Where prudence shades into policy risk is specialized housing. “Other Shelter Models” now start from a materially higher base, and even a 20–30% Select discount often leaves premiums well above standard rental. In a market already short of beds for students and seniors, that may deter marginal projects or force them into lower leverage just as construction finance has become harder to assemble. If these are priority asset classes, governments should consider targeted, time-bound support (e.g., deeper Select point awards for verified need, or complementary provincial tools) rather than dulling CMHC’s risk signals across the board.

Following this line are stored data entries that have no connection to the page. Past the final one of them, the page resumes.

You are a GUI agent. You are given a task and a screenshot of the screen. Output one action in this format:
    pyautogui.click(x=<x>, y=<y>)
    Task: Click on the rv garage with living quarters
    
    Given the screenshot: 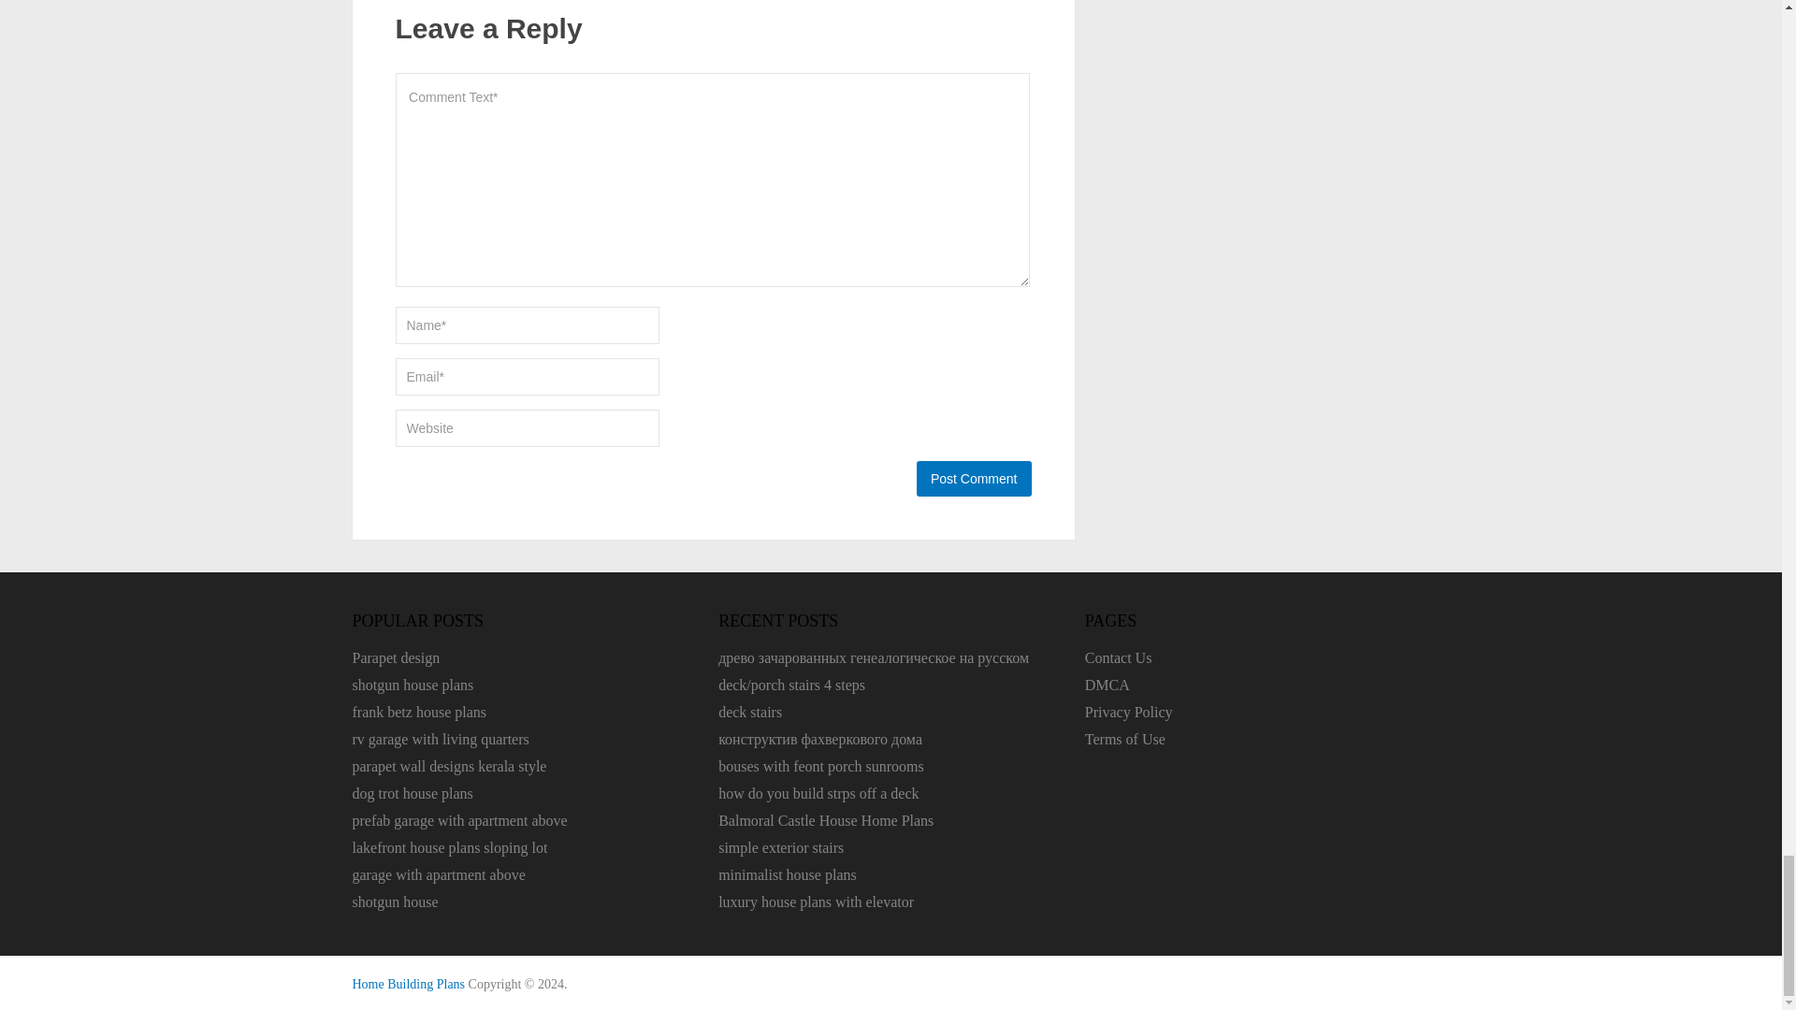 What is the action you would take?
    pyautogui.click(x=440, y=739)
    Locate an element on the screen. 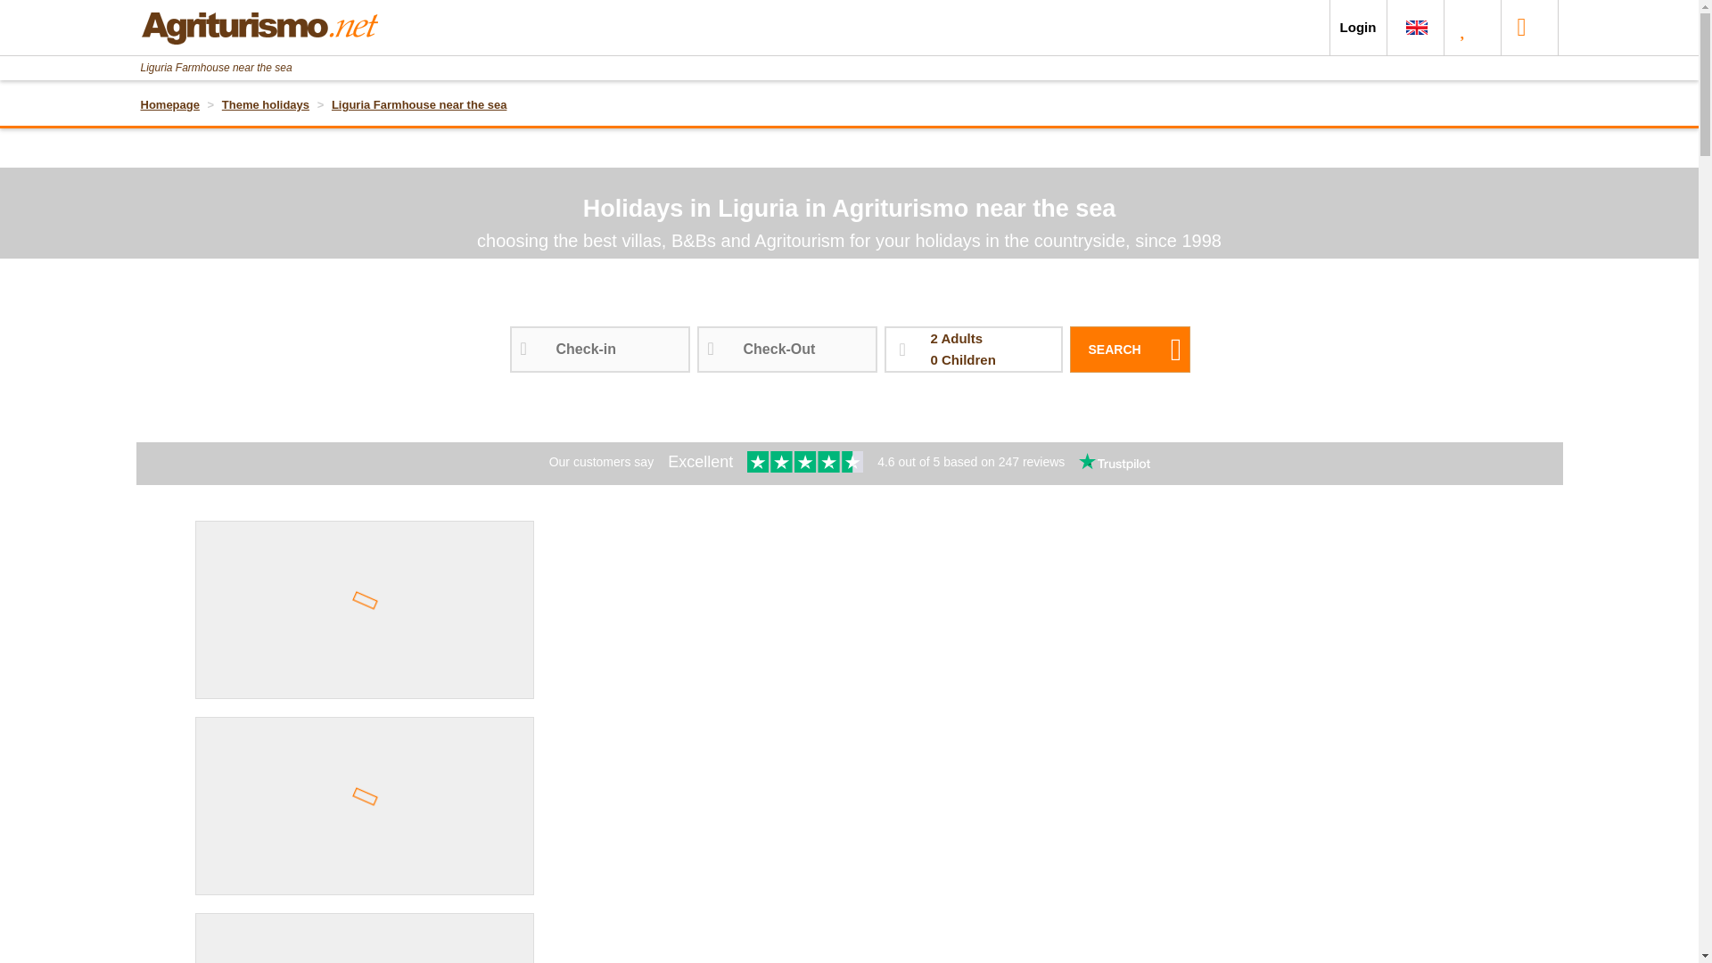 Image resolution: width=1712 pixels, height=963 pixels. Homepage is located at coordinates (169, 105).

Economically, the timing is sensible. With policy rates off their peak and headed lower, payment relief from cheaper coupons can offset the increase in premiums. A premium system that disciplines leverage and prices long-amortizations should dampen froth, direct scarce debt to resilient deals, and reduce the number of post-tender “rescues.”
For developers, the playbook is clear: (1) Engineer 70–100 Select points you can certify at commissioning; (2) Right-size LTV to maximize premium benefit; (3) Plan the handoff so term loans fund with EGI met; and (4) Where you can’t lower risk, budget the delta early.
The Real Estate Institute of Canada (REIC) equips professionals to lead with evidence and ethics in a shifting housing market. As CMHC recalibrates multi-unit premiums, REIC convenes data, policy, and practice—translating rules into clear pro-forma impacts. Through education, credentialing, and applied research, REIC helps members engage policymakers, lenders, and communities with facts.
Allwyn Dsouza is REIC’s Senior Analyst, Market Research and Insights. He can be reached at [email protected]. Media enquiries can be directed to [email protected].